For several years here at the End of History, we have tracked the incredible refugee crisis that spread across the globe since 2008. This is the largest refugee crisis the world has experienced since the end of World War II. Millions of displaced people from Afghanistan to Syria to Yemen and East Africa reshaped geopolitics for the globe.
As refugee camps overflowed with new populations of people and families fleeing for their lives, Europe and the US set up new restrictions to keep these refugees at bay. Meanwhile, countries like Lebanon and Turkey took in vast numbers of refugees and saw their domestic political situations unravel. The refugee and displaced person issue was already a major issue and crisis before 2020 began…then came the COVID-19 Pandemic.

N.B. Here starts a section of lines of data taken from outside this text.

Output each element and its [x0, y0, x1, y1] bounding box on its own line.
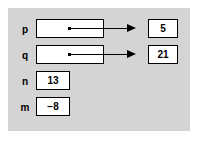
variable-value-n: 13: [37, 76, 69, 86]
target-box-p[interactable]: 5: [148, 19, 178, 38]
variable-label-m: m: [18, 103, 32, 113]
variable-label-q: q: [18, 51, 32, 61]
target-value-q: 21: [149, 50, 177, 60]
variable-label-n: n: [18, 77, 32, 87]
target-value-p: 5: [149, 24, 177, 34]
variable-label-p: p: [18, 25, 32, 35]
arrowhead-icon-p: [127, 24, 136, 32]
variable-box-m[interactable]: −8: [36, 97, 70, 116]
variable-value-m: −8: [37, 102, 69, 112]
target-box-q[interactable]: 21: [148, 45, 178, 64]
diagram-canvas: p 5 q 21 n 13 m −8: [0, 0, 204, 141]
variable-box-n[interactable]: 13: [36, 71, 70, 90]
pointer-line-q: [70, 54, 127, 55]
arrowhead-icon-q: [127, 50, 136, 58]
pointer-line-p: [70, 28, 127, 29]
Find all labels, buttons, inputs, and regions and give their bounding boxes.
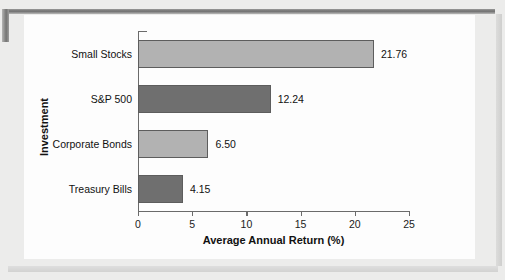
x-axis-tick-label: 15	[295, 218, 307, 230]
page-edge-left	[2, 9, 9, 42]
page-edge-top	[8, 9, 495, 14]
bar	[138, 175, 183, 203]
x-axis-tick	[301, 211, 302, 216]
category-label: Corporate Bonds	[53, 138, 132, 150]
bar-value-label: 4.15	[190, 183, 210, 195]
x-axis-tick	[355, 211, 356, 216]
page-edge-right	[496, 14, 502, 266]
x-axis-title: Average Annual Return (%)	[138, 234, 409, 246]
bar	[138, 85, 271, 113]
bar-value-label: 12.24	[278, 93, 304, 105]
category-label: Small Stocks	[71, 48, 132, 60]
y-axis-title: Investment	[38, 98, 50, 156]
x-axis-tick-label: 25	[403, 218, 415, 230]
x-axis-tick	[409, 211, 410, 216]
bar	[138, 130, 208, 158]
category-label: Treasury Bills	[69, 183, 132, 195]
bar-chart-plot-area: 0510152025 Small Stocks21.76S&P 50012.24…	[24, 15, 475, 259]
x-axis-tick	[246, 211, 247, 216]
x-axis-tick	[192, 211, 193, 216]
x-axis-tick-label: 20	[349, 218, 361, 230]
chart-card: 0510152025 Small Stocks21.76S&P 50012.24…	[24, 15, 475, 259]
x-axis-tick	[138, 211, 139, 216]
y-axis-top-stub	[138, 31, 147, 32]
x-axis-tick-label: 5	[189, 218, 195, 230]
x-axis-tick-label: 10	[241, 218, 253, 230]
page-edge-bottom	[8, 266, 498, 272]
scanned-page: 0510152025 Small Stocks21.76S&P 50012.24…	[0, 0, 505, 280]
bar	[138, 40, 374, 68]
bar-value-label: 6.50	[215, 138, 235, 150]
x-axis-tick-label: 0	[135, 218, 141, 230]
bar-value-label: 21.76	[381, 48, 407, 60]
x-axis-line	[138, 211, 409, 212]
category-label: S&P 500	[91, 93, 132, 105]
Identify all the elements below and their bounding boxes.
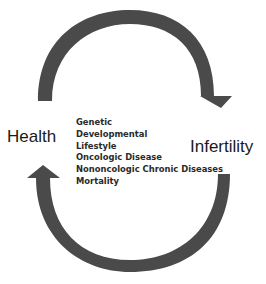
factor-developmental: Developmental [76,129,223,141]
health-label: Health [7,127,56,147]
factor-mortality: Mortality [76,176,223,188]
factor-genetic: Genetic [76,117,223,129]
factor-nononcologic-chronic-diseases: Nononcologic Chronic Diseases [76,164,223,176]
arrow-health-to-infertility [38,10,232,108]
factor-lifestyle: Lifestyle [76,141,223,153]
factors-list: Genetic Developmental Lifestyle Oncologi… [76,117,223,188]
factor-oncologic-disease: Oncologic Disease [76,152,223,164]
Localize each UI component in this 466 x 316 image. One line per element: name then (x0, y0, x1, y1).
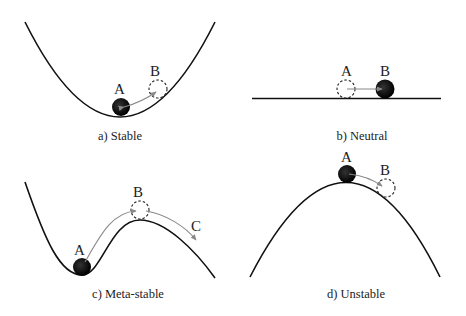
label-c: C (191, 218, 201, 234)
ball-a (73, 258, 91, 276)
panel-stable: A B a) Stable (25, 22, 215, 143)
label-b: B (150, 63, 160, 79)
panel-unstable: A B d) Unstable (250, 149, 440, 301)
label-a: A (341, 149, 352, 165)
ball-a (338, 165, 356, 183)
dashed-ball-b (131, 201, 149, 219)
caption-unstable: d) Unstable (327, 287, 385, 301)
caption-neutral: b) Neutral (336, 129, 388, 143)
caption-metastable: c) Meta-stable (92, 287, 164, 301)
label-a: A (114, 81, 125, 97)
panel-neutral: A B b) Neutral (252, 63, 441, 143)
path-arrow-b-to-c (146, 211, 196, 240)
stability-diagram: A B a) Stable A B b) Neutral A B C c) Me… (0, 0, 466, 316)
label-b: B (133, 184, 143, 200)
ball-a (112, 98, 130, 116)
label-a: A (74, 242, 85, 258)
label-b: B (380, 63, 390, 79)
hill-curve (250, 183, 440, 278)
label-a: A (341, 63, 352, 79)
caption-stable: a) Stable (98, 129, 143, 143)
path-arrow-a-to-b (85, 211, 136, 262)
label-b: B (380, 162, 390, 178)
panel-metastable: A B C c) Meta-stable (25, 182, 215, 301)
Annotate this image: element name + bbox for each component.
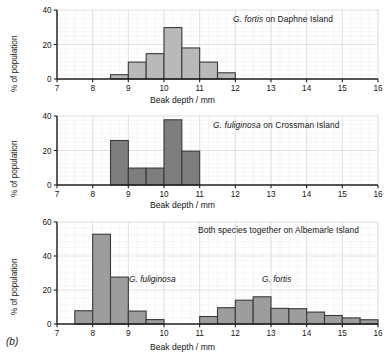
svg-text:0: 0 (47, 320, 52, 329)
svg-text:40: 40 (42, 6, 52, 15)
svg-text:12: 12 (231, 190, 241, 199)
svg-text:60: 60 (42, 218, 52, 227)
svg-text:0: 0 (47, 181, 52, 190)
figure-label: (b) (6, 336, 18, 347)
chart-panel-g-fortis-daphne: % of population G. fortis on Daphne Isla… (0, 0, 390, 107)
beak-depth-histogram-figure: % of population G. fortis on Daphne Isla… (0, 0, 390, 357)
svg-text:11: 11 (195, 329, 204, 338)
svg-text:10: 10 (159, 329, 169, 338)
chart-title-species-1: G. fuliginosa (213, 120, 261, 130)
svg-text:7: 7 (55, 190, 60, 199)
svg-text:11: 11 (195, 84, 204, 93)
svg-text:20: 20 (42, 41, 52, 50)
svg-text:0: 0 (47, 75, 52, 84)
svg-text:11: 11 (195, 190, 204, 199)
svg-text:40: 40 (42, 252, 52, 261)
annotation-g-fuliginosa: G. fuliginosa (129, 274, 176, 284)
svg-text:15: 15 (338, 84, 348, 93)
chart-panel-g-fuliginosa-crossman: % of population G. fuliginosa on Crossma… (0, 107, 390, 212)
y-axis-title-2: % of population (10, 259, 19, 315)
chart-title-species-0: G. fortis (233, 14, 263, 24)
svg-text:16: 16 (373, 190, 383, 199)
svg-text:9: 9 (126, 329, 131, 338)
svg-text:9: 9 (126, 190, 131, 199)
chart-title-2: Both species together on Albemarle Islan… (198, 225, 359, 235)
x-axis-title-0: Beak depth / mm (150, 95, 215, 105)
svg-text:8: 8 (90, 190, 95, 199)
svg-text:15: 15 (338, 329, 348, 338)
svg-text:12: 12 (231, 84, 241, 93)
svg-text:13: 13 (266, 84, 276, 93)
x-axis-title-2: Beak depth / mm (150, 342, 215, 352)
annotation-g-fortis: G. fortis (262, 274, 291, 284)
svg-text:13: 13 (266, 329, 276, 338)
svg-text:7: 7 (55, 84, 60, 93)
svg-text:7: 7 (55, 329, 60, 338)
chart-title-rest-1: on Crossman Island (261, 120, 340, 130)
x-axis-title-1: Beak depth / mm (150, 200, 215, 210)
svg-text:8: 8 (90, 329, 95, 338)
svg-text:16: 16 (373, 329, 383, 338)
svg-text:20: 20 (42, 147, 52, 156)
svg-text:14: 14 (302, 84, 312, 93)
chart-title-1: G. fuliginosa on Crossman Island (213, 120, 340, 130)
svg-text:15: 15 (338, 190, 348, 199)
chart-title-0: G. fortis on Daphne Island (233, 14, 333, 24)
svg-text:13: 13 (266, 190, 276, 199)
chart-panel-both-species-albemarle: % of population Both species together on… (0, 212, 390, 357)
chart-title-rest-2: Both species together on Albemarle Islan… (198, 225, 359, 235)
svg-text:20: 20 (42, 286, 52, 295)
svg-text:12: 12 (231, 329, 241, 338)
svg-text:10: 10 (159, 190, 169, 199)
y-axis-title-0: % of population (10, 36, 19, 92)
svg-text:8: 8 (90, 84, 95, 93)
svg-text:16: 16 (373, 84, 383, 93)
svg-text:10: 10 (159, 84, 169, 93)
chart-title-rest-0: on Daphne Island (263, 14, 333, 24)
svg-text:14: 14 (302, 329, 312, 338)
svg-text:9: 9 (126, 84, 131, 93)
svg-text:40: 40 (42, 112, 52, 121)
svg-text:14: 14 (302, 190, 312, 199)
y-axis-title-1: % of population (10, 141, 19, 197)
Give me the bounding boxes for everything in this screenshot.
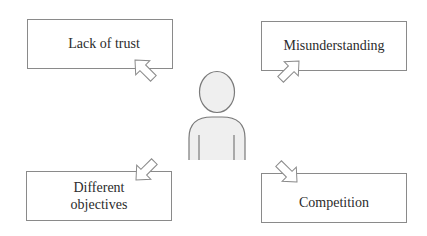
factor-box-misunderstanding: Misunderstanding	[261, 21, 407, 71]
factor-box-competition: Competition	[261, 173, 407, 223]
factor-box-lack-of-trust: Lack of trust	[27, 19, 173, 69]
factor-label: Lack of trust	[60, 35, 140, 54]
factor-label: Misunderstanding	[283, 37, 384, 56]
factor-label: Different objectives	[71, 179, 128, 213]
person-icon	[189, 72, 245, 161]
factor-box-different-objectives: Different objectives	[26, 171, 172, 221]
factor-label: Competition	[299, 186, 369, 211]
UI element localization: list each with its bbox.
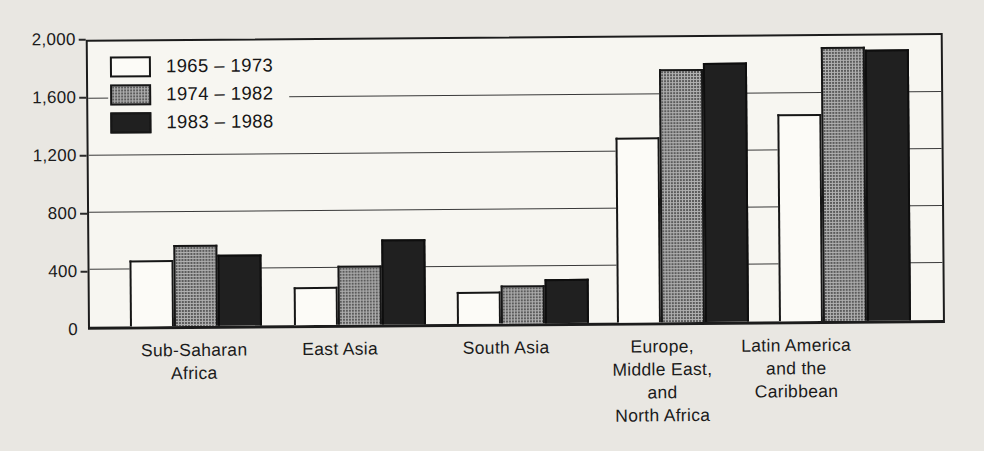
bar-0-0 (129, 261, 174, 327)
bar-2-0 (457, 291, 501, 323)
legend: 1965 – 1973 1974 – 1982 1983 – 1988 (108, 52, 290, 139)
y-axis-label-0: 0 (6, 320, 78, 341)
bar-group-1 (292, 39, 426, 325)
x-axis-label-line: Caribbean (686, 379, 906, 404)
y-axis-label-1600: 1,600 (4, 88, 76, 109)
scanned-figure: 1965 – 1973 1974 – 1982 1983 – 1988 0400… (0, 0, 984, 451)
y-axis-label-400: 400 (5, 262, 77, 283)
x-axis-label-line: North Africa (553, 403, 773, 428)
bar-group-3 (615, 37, 749, 323)
bar-3-0 (616, 137, 661, 323)
bar-1-1 (338, 265, 382, 324)
y-axis-tick-400 (81, 271, 88, 273)
bar-4-1 (821, 47, 867, 321)
bar-group-4 (777, 35, 911, 321)
y-axis-label-800: 800 (5, 204, 77, 225)
bar-3-2 (703, 62, 749, 322)
legend-label: 1974 – 1982 (166, 82, 273, 105)
y-axis-tick-800 (80, 213, 87, 215)
legend-swatch-1983-1988 (110, 112, 151, 133)
x-axis-label-line: Africa (84, 361, 304, 386)
bar-2-1 (501, 285, 545, 324)
legend-swatch-1965-1973 (110, 56, 151, 77)
legend-swatch-1974-1982 (110, 84, 151, 105)
bar-4-0 (777, 114, 823, 321)
bar-1-2 (381, 239, 426, 325)
legend-row: 1965 – 1973 (110, 54, 273, 77)
bar-2-2 (545, 279, 589, 324)
y-axis-label-1200: 1,200 (5, 146, 77, 167)
legend-row: 1974 – 1982 (110, 82, 273, 105)
bar-group-2 (455, 38, 589, 324)
legend-row: 1983 – 1988 (110, 110, 273, 133)
y-axis-label-2000: 2,000 (4, 30, 76, 51)
x-axis-label-line: and the (686, 356, 906, 381)
bar-0-2 (217, 254, 262, 326)
bar-0-1 (173, 245, 218, 327)
y-axis-tick-2000 (79, 39, 86, 41)
bar-1-0 (294, 286, 338, 325)
plot-area: 1965 – 1973 1974 – 1982 1983 – 1988 (86, 33, 945, 330)
bar-3-1 (659, 69, 705, 322)
y-axis-tick-1600 (79, 97, 86, 99)
x-axis-label-4: Latin Americaand theCaribbean (686, 333, 907, 404)
legend-label: 1983 – 1988 (166, 110, 273, 133)
y-axis-tick-1200 (80, 155, 87, 157)
legend-label: 1965 – 1973 (166, 54, 273, 77)
bar-4-2 (865, 50, 911, 321)
x-axis-label-line: Latin America (686, 333, 906, 358)
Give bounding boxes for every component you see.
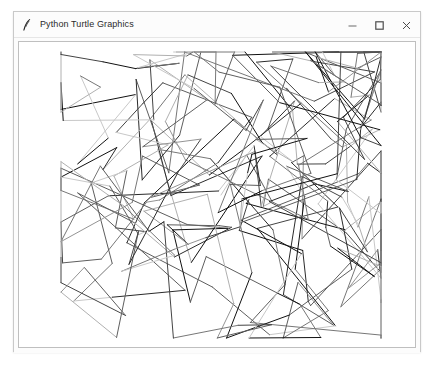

For many of our listeners out there today the highest priority for their own government is battling the pandemic on the home front. But even if we are totally successful in pushing back the COVID-19 pandemic in the US and Europe, if the spread of the virus is active in one part of the world it can bounce back and reclaim territory in our part of the world. So the fight against the pandemic truly must be a global struggle.
Today the most vulnerable populations to the pandemic are not in New York or Italy. They are in Gaza, Yemen, Syria, Myanmar, and East Africa. They are in the locations where millions of refugees may become the next outbreak hot spot for the pandemic. And if the pandemic breaks out there, it can return here. The refugee crisis and its convergence with the pandemic represent the perfect storm of revolving crises that feed off of one another.
Our special guest on today’s podcast episode is Dr. Zaher Sahloul. His organization MedGlobal is active in many of the most dangerous and forgotten refugee camps around the world. Dr. Sahloul speaks with us about the threat posed to the refugee populations by the pandemic and where the current status of the situation stands.